IN THE SECOND WEEK OF FEBRUARY, both Rahul Gandhi and Narendra Modi hit the campaign trail in Odisha. The state, which is due to hold assembly elections within the next four months, has been governed for 14 years by Chief Minister Naveen Patnaik, whose Biju Janata Dal party controls two-thirds of Odisha’s 21 Lok Sabha seats and seven out of every ten of its assembly positions. In the months before Gandhi and Modi arrived, Patnaik was advertised by leaders of a potential third-front alliance as a front-runner for the coalition’s prime ministerial candidate.
At a rally on 9 February, Gandhi tore into Patnaik’s administration, invoking a litany of malfeasance, including a Rs 60,000-crore scam probed by the central government’s MB Shah Commission on illegal mining. “Your money earned from coal, iron ore, manganese and different minerals are going to others’ pockets, while the state government is unable to run schools and hospitals,” Gandhi said. Two days later, Modi was more restrained; he avoided mentioning the corruption uncovered by the Shah Commission, but ridiculed the idea of a third-front alliance: “Eleven parties come together for the third front. They go to Delhi and take photos holding hands since they can’t show their faces in their states.”
The difference between the two speeches might be attributed to current political realities, which have everything to do with the only politician who really matters in the state—Patnaik. Even as he flirts with a third front, the chief minister, who was previously a BJP ally for over ten years, is seen as a man who might just as easily throw his weight behind a National Democratic Alliance government led by Modi.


**The problem:** Should the listing contain images, exclude them; give the rest again exactly.

**Records for this task:**
______
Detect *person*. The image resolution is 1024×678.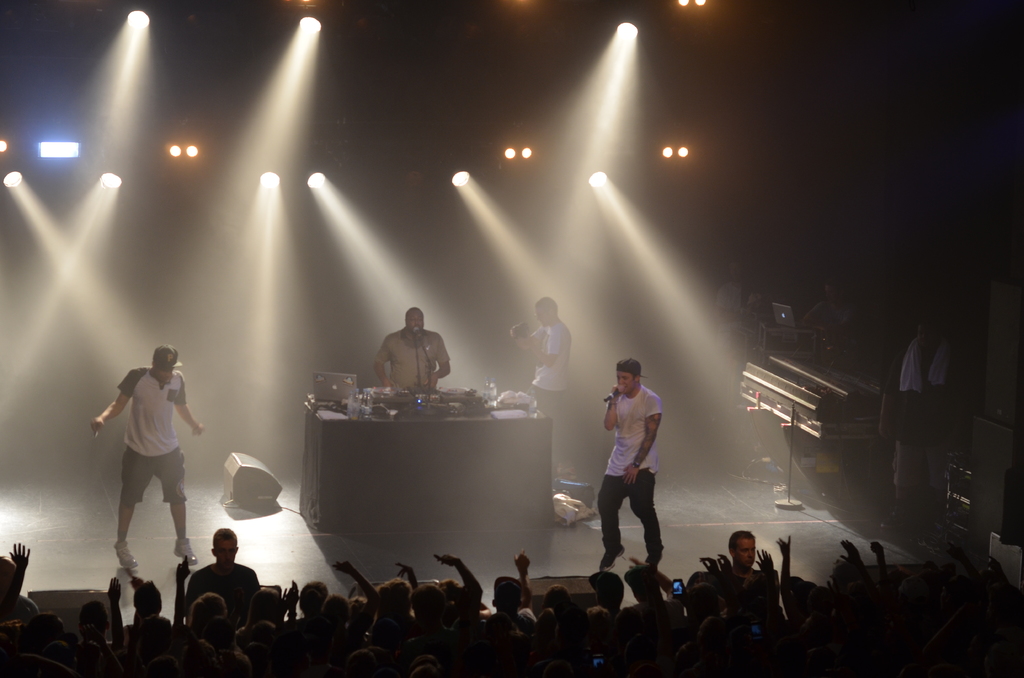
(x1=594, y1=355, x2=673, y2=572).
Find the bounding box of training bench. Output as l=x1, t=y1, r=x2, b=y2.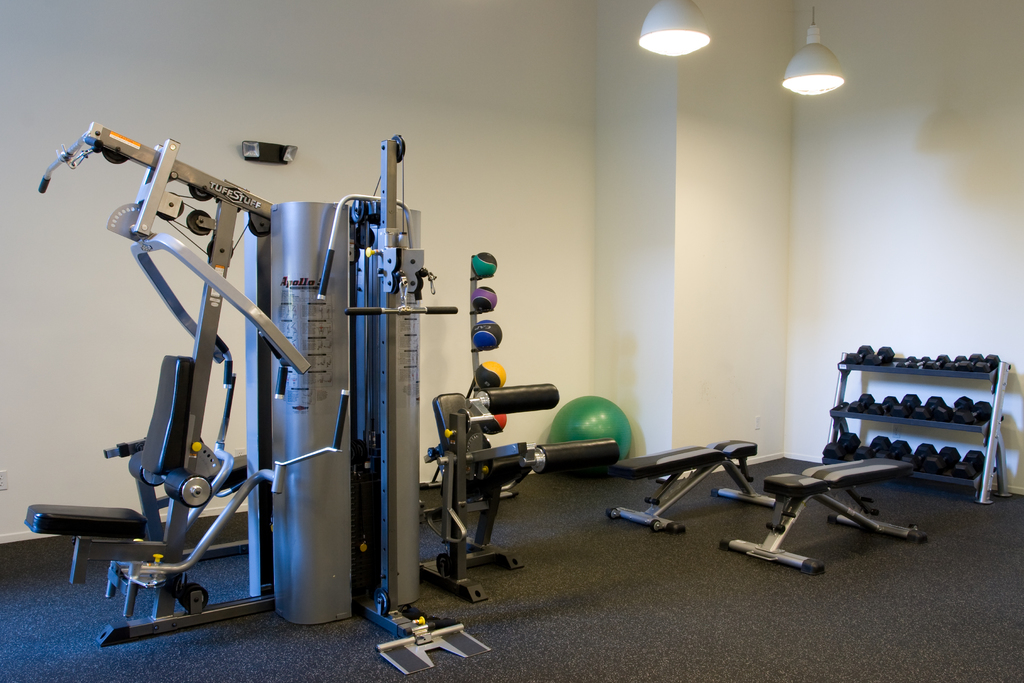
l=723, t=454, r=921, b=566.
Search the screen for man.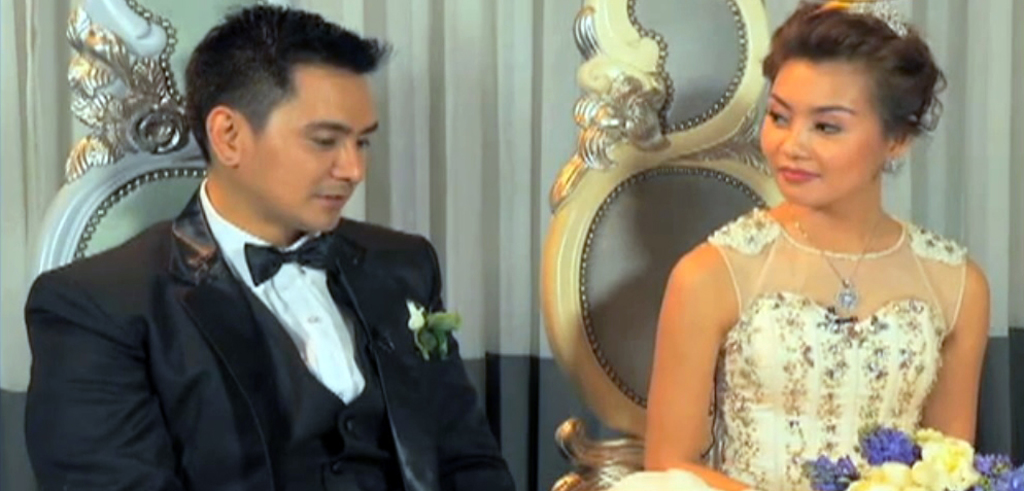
______
**Answer to this exercise:**
Detect *person*. The image resolution is 1024×678.
(x1=594, y1=355, x2=673, y2=572).
Find the bounding box of training bench. Output as l=x1, t=y1, r=x2, b=y2.
l=723, t=454, r=921, b=566.
Search the screen for man.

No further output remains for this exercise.